Zoe ,'Heart Of Gold'
Buffistechnology 3: "Press Some Buttons, See What Happens."
Got a question about technology? Ask it here. Discussion of hardware, software, TiVos, multi-region DVDs, Windows, Macs, LINUX, hand-helds, iPods, anything tech related. Better than any helpdesk!
Mothra,
Get as much hard drive as you feel you can afford without breaking your budget.
Some alternatives: [link]
I take it your MacBook Pro has SATA?
Thanks, Daniel, and thanks for the links. So you're saying size matters and it's more important than speed? Apple does restrict what size drive can go in the MacBook Pro. I think the max is 320GB.
I do not have SATA. I have two external hard drives and each is connected directly to the computer by USB cable.
I find it hard to believe there would be a max drive capacity for the MacBook pro. Maybe a max physical size, but not a max HDD GB size. There may be some limitation I am not aware of.
Hmmm. See if you can find your model at everymac for us: [link]
Anyway, speed does help. 7800 rpm will feel faster, but not double fast. It all depends on the Gb/s rate.
Also a 7800 rpm drive would probably run hotter and use more power.
Remember, I'm working with an authorized Apple store so while it may be technically possible, Apple won't do it and I wouldn't know how. Plus I still have a year on my warranty and don't want to blow that.
Here's my machine - Apple MacBook Pro "Core Duo" 2.16 17" Specs (MA092LL/A). It was the first one with the dual processor.
So, remembering that you're talking to someone who asks these questions because I have no technical knowledge and I know people here do, let's try this question. If I'm adding a 1G memory chip in the slot that's currently empty that's identical to the one already installed and Apple says they have 3 hard drives I can choose from, the 200GB that runs at 7200 rpm or a standard 250 or 320 GB, which one will give me the best speed and performance? When I say speed, we're talking fewer whirling beachballs, not blazing speed for games.
Generally (and speaking without Mac-specific knowledge), the faster a hard drive spins, the faster data access will be.
When I say speed, we're talking fewer whirling beachballs
This is almost always due to lack of RAM. Going from 1GB to 2GB should help that a lot.
I doubt you'd be able to notice the difference between the 7200 rpm drive and the larger 5400 rpm ones, unless your doing something that does a lot of disk accesses, like some sorts of software development or some kinds of video editing.
Although, shouldn't she check the RAM buffer each drive offers? That would aid with speed of accessing, no?
so...i did the update for my itouch and the damn thing erased every single thing on my ipod. WTH? i am not amused and have spent the past hour or so attempting to reupload everything. now i need to get my playlists back in order.
apple is really not endearing themselves to me.
yep. My iPhone is not getting anywhere near my computer for updating for at least a week.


Exercise requirements: In your copy, repeat each record exactly and include no pictures.

(Records from a dataset)
_____
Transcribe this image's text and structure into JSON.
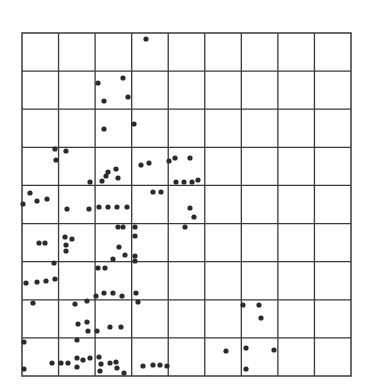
{
  "chart_data": {
    "type": "scatter",
    "title": "",
    "xlabel": "",
    "ylabel": "",
    "grid": true,
    "legend": null,
    "grid_cells": {
      "columns": 9,
      "rows": 9
    },
    "pixel_extent": {
      "left": 22,
      "top": 33,
      "right": 351,
      "bottom": 376
    },
    "colors": {
      "grid": "#3a3a3a",
      "points": "#2b2b2b",
      "background": "#ffffff"
    },
    "points_px": [
      [
        146,
        39
      ],
      [
        98,
        83
      ],
      [
        123,
        78
      ],
      [
        104,
        101
      ],
      [
        128,
        97
      ],
      [
        104,
        129
      ],
      [
        134,
        124
      ],
      [
        55,
        149
      ],
      [
        66,
        151
      ],
      [
        56,
        160
      ],
      [
        90,
        182
      ],
      [
        102,
        181
      ],
      [
        108,
        172
      ],
      [
        116,
        169
      ],
      [
        106,
        176
      ],
      [
        118,
        178
      ],
      [
        141,
        165
      ],
      [
        149,
        163
      ],
      [
        169,
        161
      ],
      [
        175,
        158
      ],
      [
        190,
        158
      ],
      [
        176,
        182
      ],
      [
        184,
        182
      ],
      [
        192,
        182
      ],
      [
        198,
        180
      ],
      [
        30,
        193
      ],
      [
        23,
        204
      ],
      [
        37,
        201
      ],
      [
        47,
        199
      ],
      [
        67,
        209
      ],
      [
        89,
        209
      ],
      [
        99,
        207
      ],
      [
        108,
        207
      ],
      [
        117,
        207
      ],
      [
        127,
        207
      ],
      [
        153,
        192
      ],
      [
        161,
        192
      ],
      [
        190,
        208
      ],
      [
        194,
        217
      ],
      [
        185,
        227
      ],
      [
        39,
        243
      ],
      [
        45,
        243
      ],
      [
        65,
        237
      ],
      [
        66,
        245
      ],
      [
        66,
        251
      ],
      [
        72,
        239
      ],
      [
        118,
        227
      ],
      [
        123,
        227
      ],
      [
        135,
        227
      ],
      [
        135,
        236
      ],
      [
        119,
        247
      ],
      [
        125,
        255
      ],
      [
        135,
        256
      ],
      [
        135,
        261
      ],
      [
        54,
        263
      ],
      [
        26,
        283
      ],
      [
        37,
        282
      ],
      [
        46,
        281
      ],
      [
        55,
        279
      ],
      [
        98,
        268
      ],
      [
        105,
        268
      ],
      [
        113,
        259
      ],
      [
        96,
        296
      ],
      [
        104,
        293
      ],
      [
        113,
        293
      ],
      [
        122,
        296
      ],
      [
        136,
        293
      ],
      [
        138,
        302
      ],
      [
        33,
        303
      ],
      [
        75,
        304
      ],
      [
        87,
        301
      ],
      [
        78,
        324
      ],
      [
        87,
        322
      ],
      [
        88,
        331
      ],
      [
        97,
        331
      ],
      [
        110,
        327
      ],
      [
        121,
        327
      ],
      [
        243,
        305
      ],
      [
        259,
        305
      ],
      [
        261,
        318
      ],
      [
        24,
        342
      ],
      [
        24,
        369
      ],
      [
        77,
        340
      ],
      [
        52,
        363
      ],
      [
        61,
        363
      ],
      [
        68,
        363
      ],
      [
        77,
        367
      ],
      [
        77,
        358
      ],
      [
        83,
        360
      ],
      [
        90,
        358
      ],
      [
        99,
        357
      ],
      [
        101,
        364
      ],
      [
        110,
        363
      ],
      [
        116,
        362
      ],
      [
        100,
        371
      ],
      [
        117,
        368
      ],
      [
        124,
        373
      ],
      [
        143,
        366
      ],
      [
        153,
        365
      ],
      [
        160,
        365
      ],
      [
        167,
        366
      ],
      [
        226,
        351
      ],
      [
        246,
        348
      ],
      [
        274,
        350
      ],
      [
        246,
        369
      ]
    ]
  }
}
_____
Answer box:
Transcribe this image's text and structure into JSON.
{
  "chart_data": {
    "type": "scatter",
    "title": "",
    "xlabel": "",
    "ylabel": "",
    "grid": true,
    "legend": null,
    "grid_cells": {
      "columns": 9,
      "rows": 9
    },
    "pixel_extent": {
      "left": 22,
      "top": 33,
      "right": 351,
      "bottom": 376
    },
    "colors": {
      "grid": "#3a3a3a",
      "points": "#2b2b2b",
      "background": "#ffffff"
    },
    "points_px": [
      [
        146,
        39
      ],
      [
        98,
        83
      ],
      [
        123,
        78
      ],
      [
        104,
        101
      ],
      [
        128,
        97
      ],
      [
        104,
        129
      ],
      [
        134,
        124
      ],
      [
        55,
        149
      ],
      [
        66,
        151
      ],
      [
        56,
        160
      ],
      [
        90,
        182
      ],
      [
        102,
        181
      ],
      [
        108,
        172
      ],
      [
        116,
        169
      ],
      [
        106,
        176
      ],
      [
        118,
        178
      ],
      [
        141,
        165
      ],
      [
        149,
        163
      ],
      [
        169,
        161
      ],
      [
        175,
        158
      ],
      [
        190,
        158
      ],
      [
        176,
        182
      ],
      [
        184,
        182
      ],
      [
        192,
        182
      ],
      [
        198,
        180
      ],
      [
        30,
        193
      ],
      [
        23,
        204
      ],
      [
        37,
        201
      ],
      [
        47,
        199
      ],
      [
        67,
        209
      ],
      [
        89,
        209
      ],
      [
        99,
        207
      ],
      [
        108,
        207
      ],
      [
        117,
        207
      ],
      [
        127,
        207
      ],
      [
        153,
        192
      ],
      [
        161,
        192
      ],
      [
        190,
        208
      ],
      [
        194,
        217
      ],
      [
        185,
        227
      ],
      [
        39,
        243
      ],
      [
        45,
        243
      ],
      [
        65,
        237
      ],
      [
        66,
        245
      ],
      [
        66,
        251
      ],
      [
        72,
        239
      ],
      [
        118,
        227
      ],
      [
        123,
        227
      ],
      [
        135,
        227
      ],
      [
        135,
        236
      ],
      [
        119,
        247
      ],
      [
        125,
        255
      ],
      [
        135,
        256
      ],
      [
        135,
        261
      ],
      [
        54,
        263
      ],
      [
        26,
        283
      ],
      [
        37,
        282
      ],
      [
        46,
        281
      ],
      [
        55,
        279
      ],
      [
        98,
        268
      ],
      [
        105,
        268
      ],
      [
        113,
        259
      ],
      [
        96,
        296
      ],
      [
        104,
        293
      ],
      [
        113,
        293
      ],
      [
        122,
        296
      ],
      [
        136,
        293
      ],
      [
        138,
        302
      ],
      [
        33,
        303
      ],
      [
        75,
        304
      ],
      [
        87,
        301
      ],
      [
        78,
        324
      ],
      [
        87,
        322
      ],
      [
        88,
        331
      ],
      [
        97,
        331
      ],
      [
        110,
        327
      ],
      [
        121,
        327
      ],
      [
        243,
        305
      ],
      [
        259,
        305
      ],
      [
        261,
        318
      ],
      [
        24,
        342
      ],
      [
        24,
        369
      ],
      [
        77,
        340
      ],
      [
        52,
        363
      ],
      [
        61,
        363
      ],
      [
        68,
        363
      ],
      [
        77,
        367
      ],
      [
        77,
        358
      ],
      [
        83,
        360
      ],
      [
        90,
        358
      ],
      [
        99,
        357
      ],
      [
        101,
        364
      ],
      [
        110,
        363
      ],
      [
        116,
        362
      ],
      [
        100,
        371
      ],
      [
        117,
        368
      ],
      [
        124,
        373
      ],
      [
        143,
        366
      ],
      [
        153,
        365
      ],
      [
        160,
        365
      ],
      [
        167,
        366
      ],
      [
        226,
        351
      ],
      [
        246,
        348
      ],
      [
        274,
        350
      ],
      [
        246,
        369
      ]
    ]
  }
}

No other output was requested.